March 24, 2011
In this version of Gizmo, we have collected all three strategies (recording activity, inhibiting components, and stimulating components) together, and allow you to orchestrate the strategies to figure out the mechanism:
March 24, 2011
The third common strategy in modeling a phenomenon is to stimulate the components directly. In this version of Gizmo, we provide a device (the lightening bolt) to allow for this strategy.
March 24, 2011
A common second strategy in modeling a phenomenon is to inhibit (or ‘lesion’) the activity of the components. In this version of Gizmo, we provide a device (the scalpel) to allow for this strategy.
March 24, 2011
An important first step in modeling a phenomenon is recording the activity of the components. In this version of Gizmo, we provide a recording device (the magnifying glass) to allow this step.
March 24, 2011
‘Gizmo’ is a tool developed by Peter Bradley (McDaniel College) from an original design by William Bechtel (UCSD) to teach modeling as an investigating strategy in science.

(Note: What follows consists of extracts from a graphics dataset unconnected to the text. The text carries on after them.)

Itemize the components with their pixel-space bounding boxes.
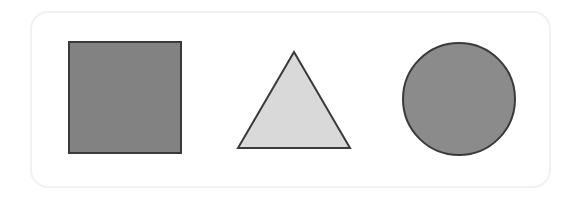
triangle-shape[interactable] bbox=[238, 52, 350, 148]
shape-group bbox=[0, 0, 582, 200]
circle-shape[interactable] bbox=[403, 43, 515, 155]
square-shape[interactable] bbox=[69, 42, 181, 153]
shape-canvas bbox=[0, 0, 582, 200]
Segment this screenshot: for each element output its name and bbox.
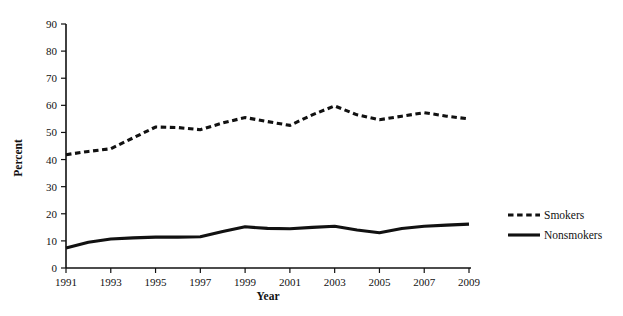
- y-tick-label: 20: [46, 208, 58, 220]
- y-tick-label: 60: [46, 99, 58, 111]
- y-tick-label: 0: [52, 262, 58, 274]
- chart-root: 0102030405060708090 19911993199519971999…: [0, 0, 623, 316]
- legend-label-smokers: Smokers: [544, 209, 585, 221]
- series-line-smokers: [66, 106, 469, 155]
- x-axis-title: Year: [257, 290, 280, 302]
- x-tick-label: 2005: [368, 276, 391, 288]
- x-tick-label: 1993: [100, 276, 123, 288]
- series-line-nonsmokers: [66, 224, 469, 248]
- y-tick-label: 40: [46, 154, 58, 166]
- y-tick-label: 90: [46, 18, 58, 30]
- x-tick-label: 1997: [189, 276, 212, 288]
- x-tick-label: 2007: [413, 276, 436, 288]
- legend-label-nonsmokers: Nonsmokers: [544, 229, 603, 241]
- y-tick-label: 30: [46, 181, 58, 193]
- y-tick-label: 10: [46, 235, 58, 247]
- y-axis-ticks: 0102030405060708090: [46, 18, 66, 274]
- chart-canvas: 0102030405060708090 19911993199519971999…: [0, 0, 623, 316]
- x-tick-label: 2001: [279, 276, 301, 288]
- chart-legend: SmokersNonsmokers: [508, 209, 603, 241]
- x-tick-label: 1995: [145, 276, 168, 288]
- y-tick-label: 80: [46, 45, 58, 57]
- x-tick-label: 1999: [234, 276, 257, 288]
- x-tick-label: 2003: [324, 276, 347, 288]
- x-axis-ticks: 1991199319951997199920012003200520072009: [55, 268, 481, 288]
- x-tick-label: 2009: [458, 276, 481, 288]
- x-tick-label: 1991: [55, 276, 77, 288]
- y-tick-label: 70: [46, 72, 58, 84]
- line-chart: 0102030405060708090 19911993199519971999…: [0, 0, 623, 316]
- y-axis-title: Percent: [12, 139, 24, 177]
- y-tick-label: 50: [46, 126, 58, 138]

This is simplest interactive version of gizmo: it has three inputs (the three buttons in the upper right) and three behavioral ‘outputs’: legs wiggle, tail moves, antenna move.
July 9, 2010
Flash-based interactive example of Venn diagram-enhanced categorical reasoning. This one is of A-type (Universal Affirmative) Obversion. Does ‘All cats are felines’ imply ‘No cats are Non-felines’?